On Thursday night, my wife briefs the youngest one regarding the weekend ahead. “You’re in charge of the dog,” she says. “And the cat. We’re going to be in Amsterdam.”
“Antwerp,” I say.
“Yes, Antwerp.”
“Why are you going to Antwerp?” the youngest one asks.
“It’s like a dare,” I say. “We dared ourselves to go on a mini-break, and now we have to go through with it.”
Twenty-four hours later, fresh off a train, we are wandering through a deserted quarter of Antwerp with our friends Kate and Alex, looking for a place to buy a drink. It is 9.30pm on a Friday, and the rain-washed streets are empty. There must be some people in Antwerp, but it is hard to tell if we are headed towards them or away from them.

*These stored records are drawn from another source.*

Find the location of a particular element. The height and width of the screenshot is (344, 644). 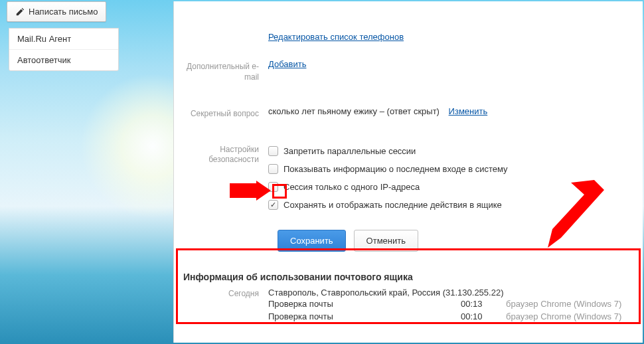

checkbox-show-last-login is located at coordinates (274, 169).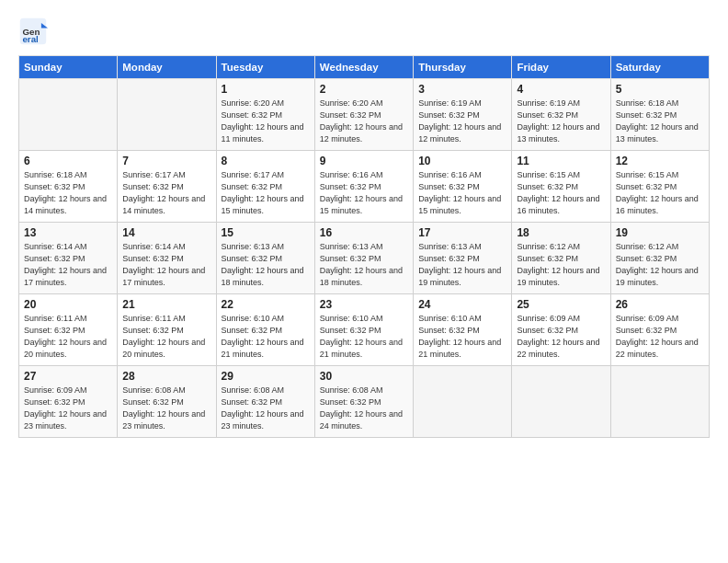 Image resolution: width=728 pixels, height=563 pixels. Describe the element at coordinates (463, 330) in the screenshot. I see `calendar-cell: 24Sunrise: 6:10 AM Sunset: 6:32 PM Dayli…` at that location.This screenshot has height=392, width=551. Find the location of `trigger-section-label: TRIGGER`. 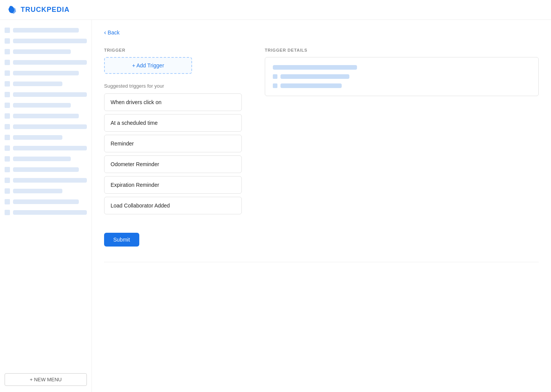

trigger-section-label: TRIGGER is located at coordinates (177, 50).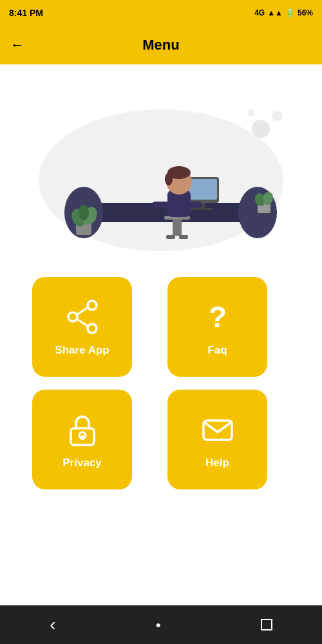 This screenshot has width=322, height=644. What do you see at coordinates (218, 327) in the screenshot?
I see `faq-button: ? Faq` at bounding box center [218, 327].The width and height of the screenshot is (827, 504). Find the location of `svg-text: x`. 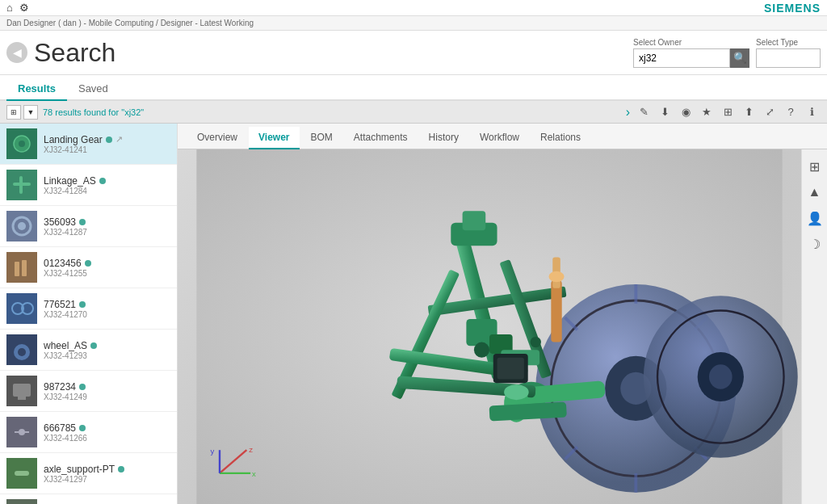

svg-text: x is located at coordinates (254, 473).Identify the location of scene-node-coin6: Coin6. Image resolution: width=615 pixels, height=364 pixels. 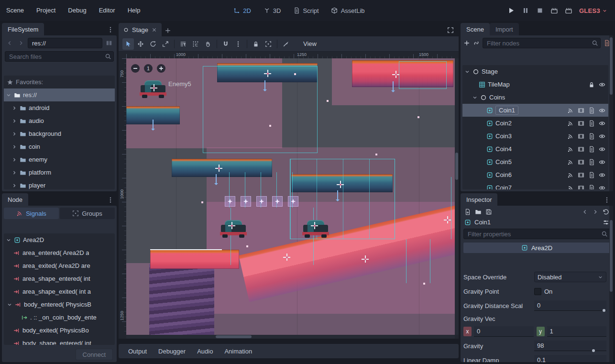
(536, 175).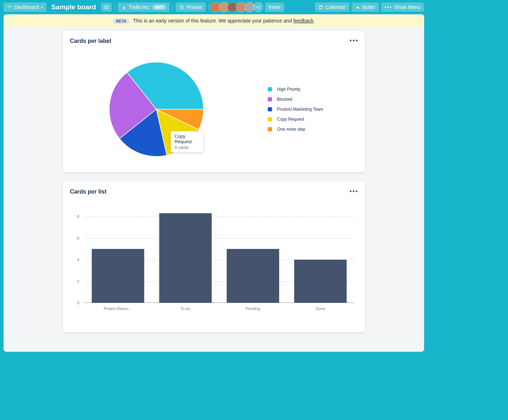 This screenshot has width=508, height=420. I want to click on butler-icon, so click(358, 7).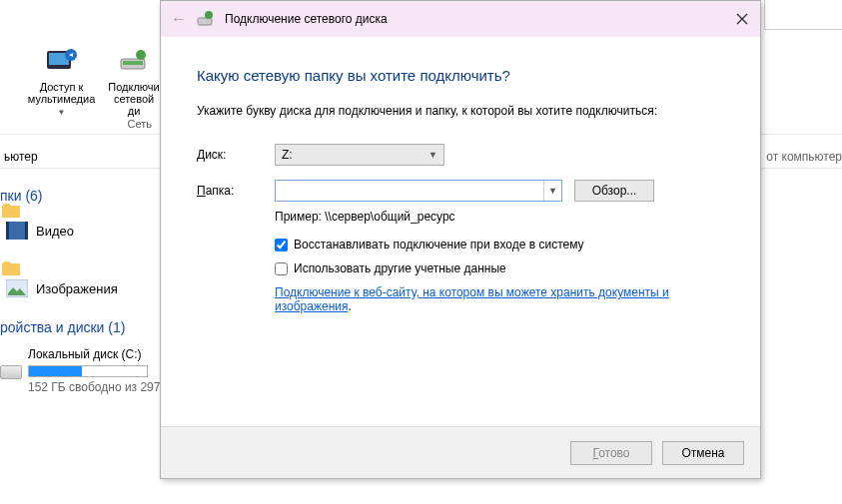  What do you see at coordinates (62, 288) in the screenshot?
I see `folder-images: Изображения` at bounding box center [62, 288].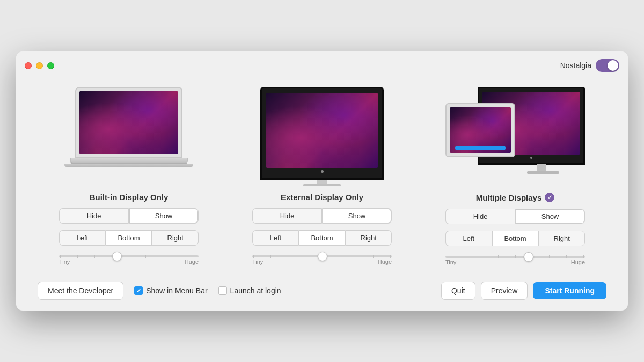 Image resolution: width=644 pixels, height=362 pixels. I want to click on builtin-tiny-label: Tiny, so click(64, 262).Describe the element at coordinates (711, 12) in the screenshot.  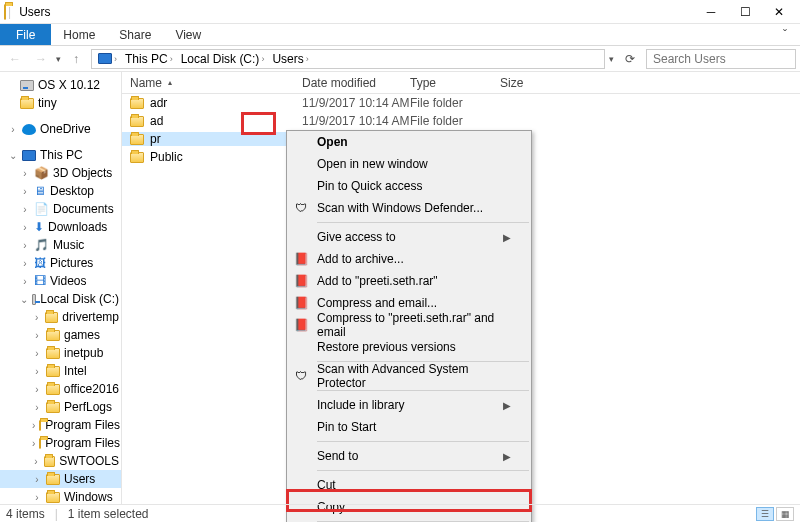
I see `minimize-button: ─` at that location.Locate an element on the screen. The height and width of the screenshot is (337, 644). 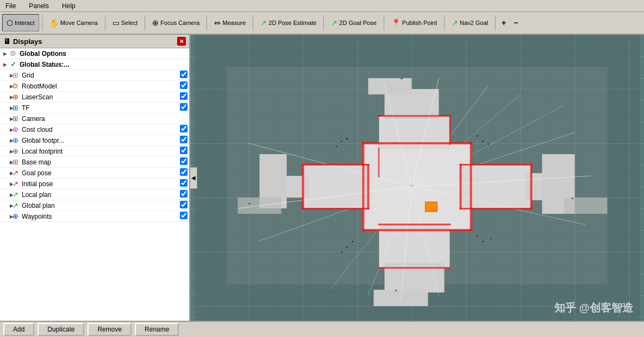
expand-arrow-robot-model: ▶ is located at coordinates (5, 86).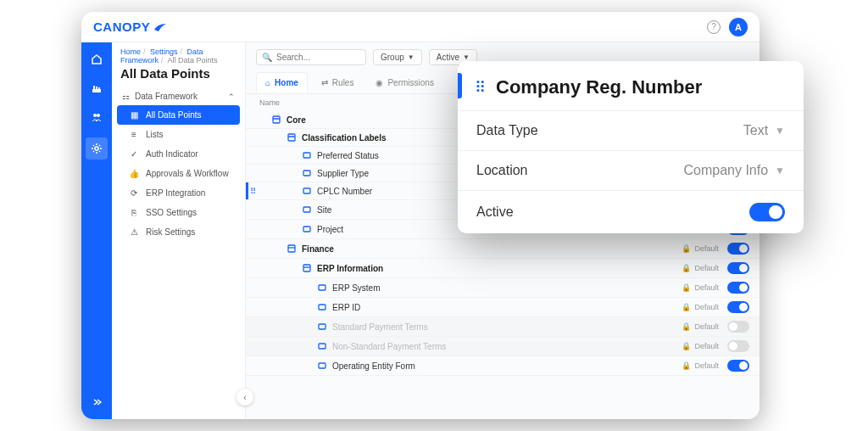  Describe the element at coordinates (178, 193) in the screenshot. I see `sidebar-item-erp: ⟳ ERP Integration` at that location.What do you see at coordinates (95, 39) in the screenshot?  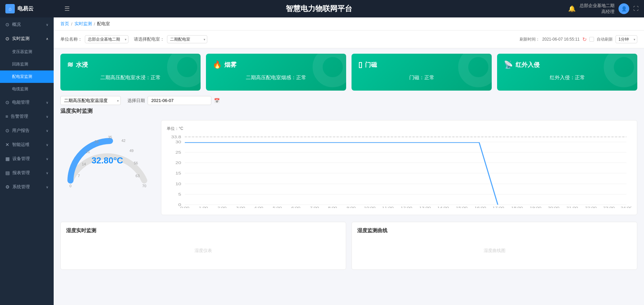 I see `company-filter-group: 单位名称： 总部企业基地二期` at bounding box center [95, 39].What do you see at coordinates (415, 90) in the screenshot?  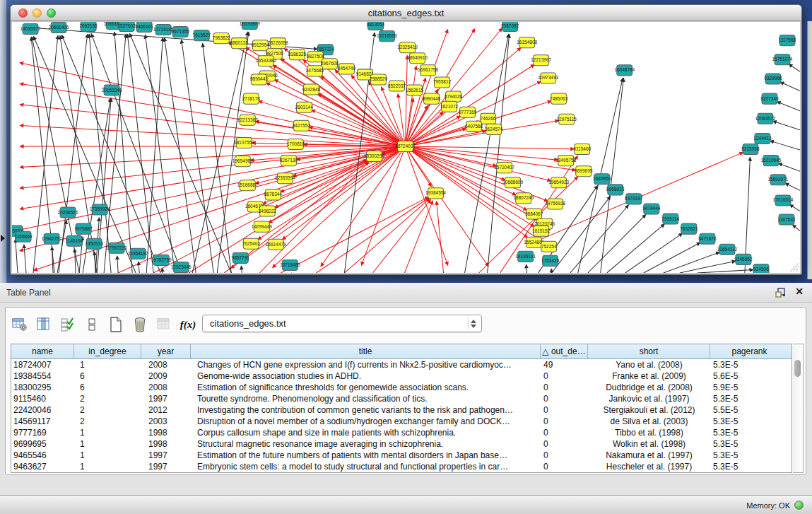 I see `graph-node: 1562615` at bounding box center [415, 90].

“Maybe there’s been an evacuation,” I say. “And we missed the siren or something.”
“I’m going to start complaining in a minute,” my wife says.
“Left here,” Alex says, following his phone.
“You might need to stop complaining for a minute first,” I say, “so that everyone knows you’ve started again.”
“Shut up,” my wife says.
Eventually we happen across a bar full of people. As I step inside, my glasses steam up. I take them off and clean them, and when I put them back on and look around, something occurs to me: I am old. This obviously happened while I was busy worrying about something else, but there is no denying the evidence. I am easily the oldest man in this bar; possibly the oldest in Antwerp.
I carry a beer to my wife, who is seated outside under an awning. Next to her, a man and a woman are having an animated discussion in Dutch. I sit on a wet chair. “I feel old,” I say.
“You are old,” my wife says.
“Fuck the Germans!” the woman shouts suddenly.
The man shakes his head. All conversation under the awning pauses for a moment.
“Do you think it’s too late to eat?” I say.
“Fuck the French!” the woman shouts. She stands. Jabbing her lit cigarette in what I imagine to be the general direction of the rest of continental Europe, she issues various complex imprecations to the citizens of several countries, and to a driver who is trying not to run her over.
“Is your friend OK?” my wife asks the man.
“I don’t know her,” the man says.
“She seems a tiny bit angry, is all,” my wife says.
“Good English, though,” I say.
After our beers, the four of us go in search of another bar, one with a clientele more skewed towards our demographic. This backfires spectacularly: the next place within range is full of even younger people. The music is also very loud, but there is a large sofa at the back. My wife sits on it, only to be immediately shooed off it. Two young men then carry the sofa away, as the entire seating area is transformed into a dance floor. After three songs, we give in and dance; after four more songs, we leave. On the way out, a girl grabs my wife’s arm and shouts into her ear.
“What was she saying to you?” I ask.
“She said it was inspiring to see me enjoying myself,” my wife says, her eyes shining with fury.
“Ouch,” I say.
“She said I was brave.”
The next day, we walk many miles. We are loudly chastised in a museum for trying to go around it clockwise instead of anticlockwise and, despite our best intentions, we close out a long evening under the awning of a bar full of young people.
“A young man just made me an indecent proposition,” my wife says on her return from the loo.
“What did he say?” I ask.
She tells me.
“Maybe he was practising his English,” I say.
“I don’t think so,” she says.
“You said no, right?” I say.
“I love Antwerp,” Kate says.
A light rain begins to fall. We decide to have one last drink before going back to our Airbnb to fall down the stairs.